Why Camoufox exists
Modern anti-bots run Function.prototype.toString.call(fn) on every patched native function. If the result is anything other than [native code], the patch itself becomes the bot signal. This breaks playwright-stealth entirely: every override (navigator.webdriver, WebGLRenderingContext.prototype.getParameter, etc.) leaves a JS source signature visible to toString.
Camoufox patches the same things — canvas hash, WebGL renderer, AudioContext output, navigator quirks — but at the C++ level during build. The functions still return [native code] because they are native code. There is no JS injection, so there is nothing to detect via runtime inspection.
The geoip flag
Anti-bots run a coherence check across five identity vectors: IP country, WebRTC ICE candidate, DNS resolver location, timezone, and Accept-Language. A US proxy with a Pakistani DNS resolver fails before any browser fingerprint matters.
Camoufox's geoip=True automatically aligns all five vectors with the proxy's exit country. It resolves the proxy IP, looks up the country, and configures the browser accordingly — no manual setup. This single feature handles the most-overlooked detection layer in the entire stack.
Trade-offs vs alternatives
vs playwright-stealth: Camoufox addresses detection at a layer JS patches cannot reach. playwright-stealth is largely broken against modern anti-bots in 2026.
vs CloakBrowser (Chromium): Camoufox is Firefox; CloakBrowser is Chromium. Chromium has ~65% market share vs Firefox's ~3% — for sites that score browser market share, CloakBrowser is the better fit. CloakBrowser also passes Akamai's 60-extension probe by loading real extensions, which Camoufox does not address as natively.
vs real Chrome: a real Chrome on real hardware is the gold standard but does not scale to thousands of parallel sessions. Camoufox is the best headless option that still looks real.
What Camoufox patches at the C++ level
The patch surface goes well beyond navigator.webdriver. Because everything is compiled into the binary, each of these returns native values with no JS source signature to inspect:
- Navigator — device, OS, hardware concurrency, platform, vendor, and the full UA string
- Screen & viewport — resolution, available dimensions, color depth, device pixel ratio
- Canvas & WebGL — canvas hash, WebGL renderer/vendor, supported extensions, context attributes, and shader precision values
- Audio — AudioContext output and speech playback-rate parameters
- Fonts — the installed-font list, spoofed to match the target OS profile
- Geolocation & Intl — latitude/longitude, timezone, locale, and
Intlformatting - WebRTC — local and public ICE candidate IPs, spoofed at the protocol level rather than blocked
Fingerprint injection and rotation
Camoufox does not ship one hard-coded fingerprint. It integrates BrowserForge, which samples real-world device-characteristic distributions so every generated profile is internally consistent and statistically plausible — the screen size matches the device class, the WebGL renderer matches the platform, the fonts match the OS. You can let it auto-generate a profile, pin a specific one for session continuity, or pass your own via the fingerprint argument. The PyPI package handles injection automatically, so rotating identity across thousands of sessions is a config change, not a rebuild.
Built for AI agents
Camoufox markets itself as an open-source browser built for AI agents, and the build reflects that. It is a debloated Firefox with telemetry and background services stripped out, headless-first, and tuned for a cleaner DOM — no CSS-animation or telemetry noise — which makes pages cheaper for an LLM to read and reason over. Combined with the sub-200 MB footprint, that makes it practical to run many parallel agent sessions on modest hardware. The project stays synced with the latest Firefox releases; source has been public since the v146.0.1-beta.25 release in January 2026.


Below are the records; copy exactly the stretch from the line containing "Focus the camera on person." through the line containing "Return <item>human face</item>", both ends included, and nothing else.

──────── DATA TO PROCESS ────────

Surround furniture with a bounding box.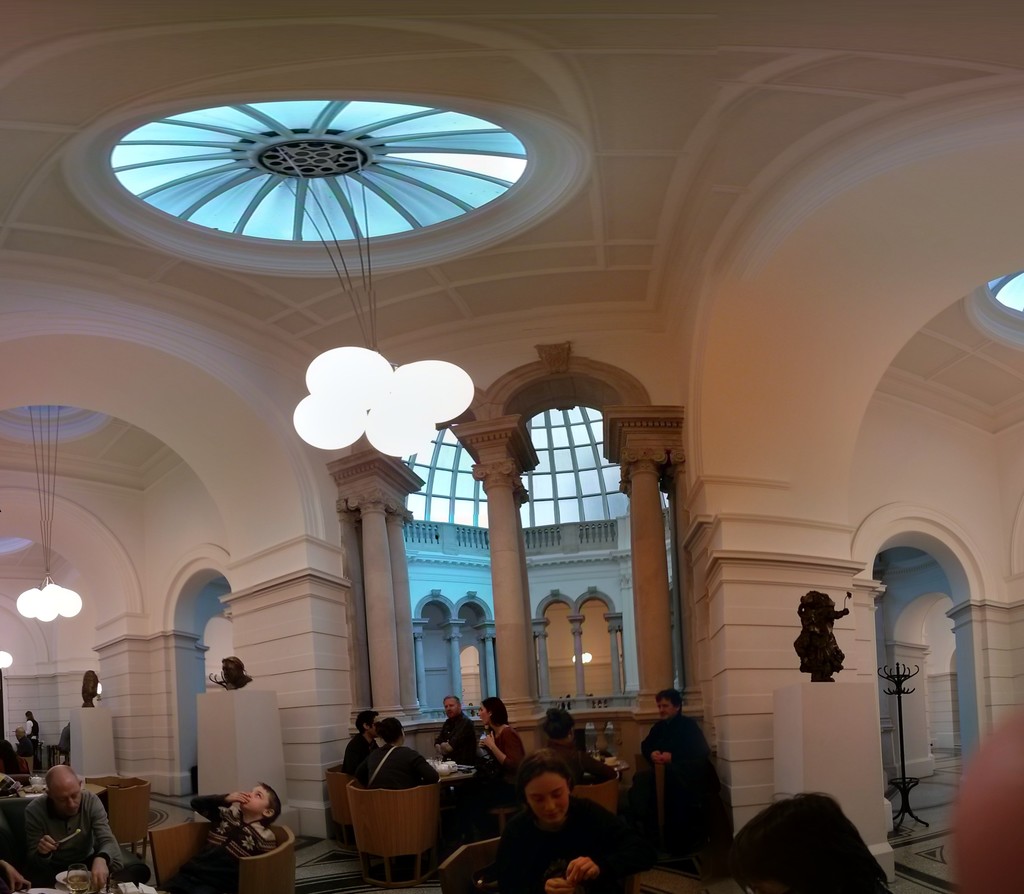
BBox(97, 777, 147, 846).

────────
──────── DATA TO PROCESS ────────

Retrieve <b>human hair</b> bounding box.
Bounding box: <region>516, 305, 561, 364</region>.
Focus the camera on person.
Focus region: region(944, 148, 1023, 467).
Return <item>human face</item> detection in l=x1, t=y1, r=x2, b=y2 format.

────────
──────── DATA TO PROCESS ────────

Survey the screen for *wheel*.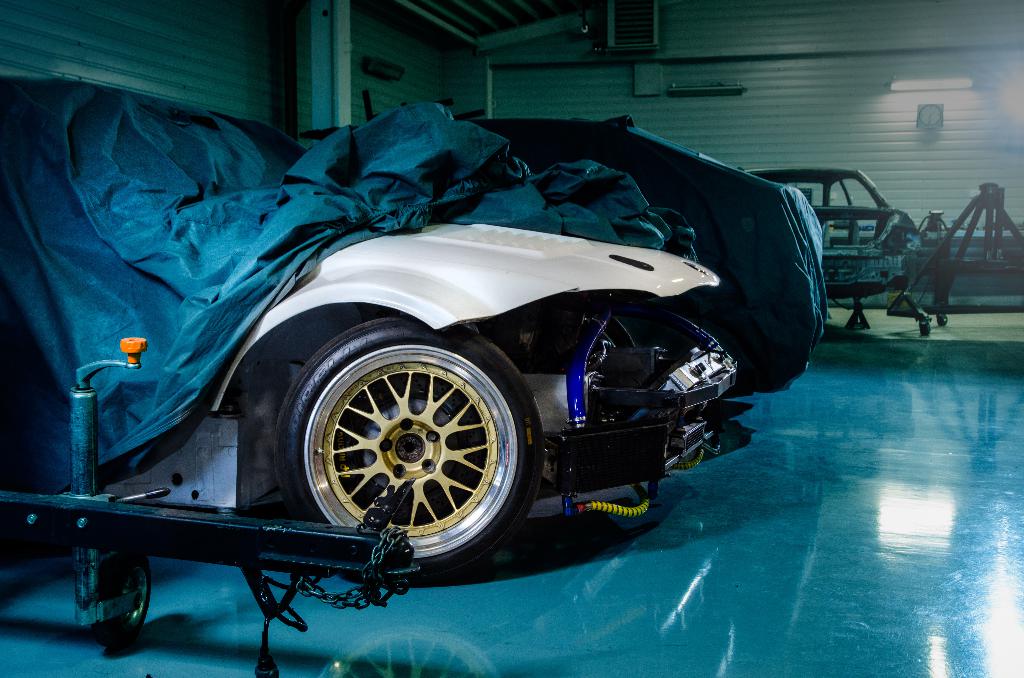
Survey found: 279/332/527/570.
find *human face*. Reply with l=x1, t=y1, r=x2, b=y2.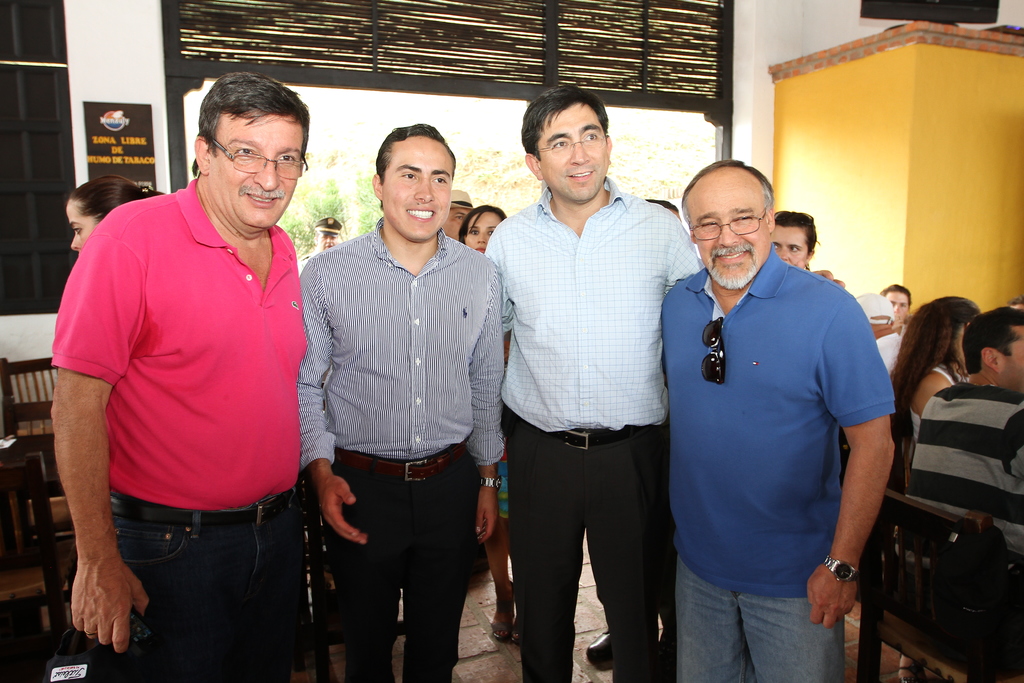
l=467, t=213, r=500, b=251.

────────

EXERCISE SOLUTION:
Focus the camera on person.
Focus region: region(944, 148, 1023, 467).
Return <item>human face</item> detection in l=x1, t=y1, r=x2, b=y2 format.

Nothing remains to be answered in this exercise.